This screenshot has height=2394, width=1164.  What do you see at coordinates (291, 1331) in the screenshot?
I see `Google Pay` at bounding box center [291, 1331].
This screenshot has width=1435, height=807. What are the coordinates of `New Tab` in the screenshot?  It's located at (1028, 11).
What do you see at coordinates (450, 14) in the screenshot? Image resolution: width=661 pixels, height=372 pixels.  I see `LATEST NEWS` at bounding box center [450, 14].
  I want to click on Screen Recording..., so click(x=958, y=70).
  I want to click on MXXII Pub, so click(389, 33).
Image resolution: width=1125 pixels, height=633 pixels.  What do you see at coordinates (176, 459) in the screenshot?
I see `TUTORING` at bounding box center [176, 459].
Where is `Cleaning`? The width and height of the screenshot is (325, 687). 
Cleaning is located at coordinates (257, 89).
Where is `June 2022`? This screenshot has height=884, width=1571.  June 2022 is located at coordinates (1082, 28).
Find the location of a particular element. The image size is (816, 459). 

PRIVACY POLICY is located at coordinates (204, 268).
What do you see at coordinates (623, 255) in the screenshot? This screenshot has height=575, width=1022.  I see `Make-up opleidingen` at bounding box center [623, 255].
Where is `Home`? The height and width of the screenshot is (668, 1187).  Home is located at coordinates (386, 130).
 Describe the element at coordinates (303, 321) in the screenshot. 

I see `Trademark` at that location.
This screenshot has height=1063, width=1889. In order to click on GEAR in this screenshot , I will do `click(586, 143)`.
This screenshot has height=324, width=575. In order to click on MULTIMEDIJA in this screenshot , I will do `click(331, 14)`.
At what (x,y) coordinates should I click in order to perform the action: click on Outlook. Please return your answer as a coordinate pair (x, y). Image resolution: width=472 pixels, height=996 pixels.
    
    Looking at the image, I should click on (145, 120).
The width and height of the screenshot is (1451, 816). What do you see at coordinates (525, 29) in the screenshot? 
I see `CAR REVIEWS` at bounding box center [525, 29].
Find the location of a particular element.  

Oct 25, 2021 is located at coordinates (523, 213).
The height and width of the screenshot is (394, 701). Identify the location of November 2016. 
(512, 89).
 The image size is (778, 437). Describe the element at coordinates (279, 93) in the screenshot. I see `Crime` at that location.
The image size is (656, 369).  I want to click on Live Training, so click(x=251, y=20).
------
■ The task:
Return the material exactly. Leave out no line.

■ Solution:
This screenshot has height=2394, width=1164.  What do you see at coordinates (291, 1331) in the screenshot?
I see `Google Pay` at bounding box center [291, 1331].
This screenshot has width=1435, height=807. What are the coordinates of `New Tab` in the screenshot?  It's located at (1028, 11).
What do you see at coordinates (450, 14) in the screenshot? Image resolution: width=661 pixels, height=372 pixels.  I see `LATEST NEWS` at bounding box center [450, 14].
  I want to click on Screen Recording..., so click(x=958, y=70).
  I want to click on MXXII Pub, so click(389, 33).
Image resolution: width=1125 pixels, height=633 pixels.  What do you see at coordinates (176, 459) in the screenshot?
I see `TUTORING` at bounding box center [176, 459].
Where is `Cleaning`? The width and height of the screenshot is (325, 687). 
Cleaning is located at coordinates (257, 89).
Where is `June 2022`? This screenshot has height=884, width=1571.  June 2022 is located at coordinates (1082, 28).
Find the location of a particular element. The image size is (816, 459). 

PRIVACY POLICY is located at coordinates (204, 268).
What do you see at coordinates (623, 255) in the screenshot? This screenshot has height=575, width=1022.  I see `Make-up opleidingen` at bounding box center [623, 255].
Where is `Home`? The height and width of the screenshot is (668, 1187).  Home is located at coordinates (386, 130).
 Describe the element at coordinates (303, 321) in the screenshot. 

I see `Trademark` at that location.
This screenshot has height=1063, width=1889. In order to click on GEAR in this screenshot , I will do `click(586, 143)`.
This screenshot has height=324, width=575. In order to click on MULTIMEDIJA in this screenshot , I will do `click(331, 14)`.
At what (x,y) coordinates should I click in order to perform the action: click on Outlook. Please return your answer as a coordinate pair (x, y). Image resolution: width=472 pixels, height=996 pixels.
    
    Looking at the image, I should click on (145, 120).
The width and height of the screenshot is (1451, 816). What do you see at coordinates (525, 29) in the screenshot? 
I see `CAR REVIEWS` at bounding box center [525, 29].
Find the location of a particular element.  

Oct 25, 2021 is located at coordinates (523, 213).
The height and width of the screenshot is (394, 701). Identify the location of November 2016. 
(512, 89).
 The image size is (778, 437). Describe the element at coordinates (279, 93) in the screenshot. I see `Crime` at that location.
The image size is (656, 369).  I want to click on Live Training, so click(x=251, y=20).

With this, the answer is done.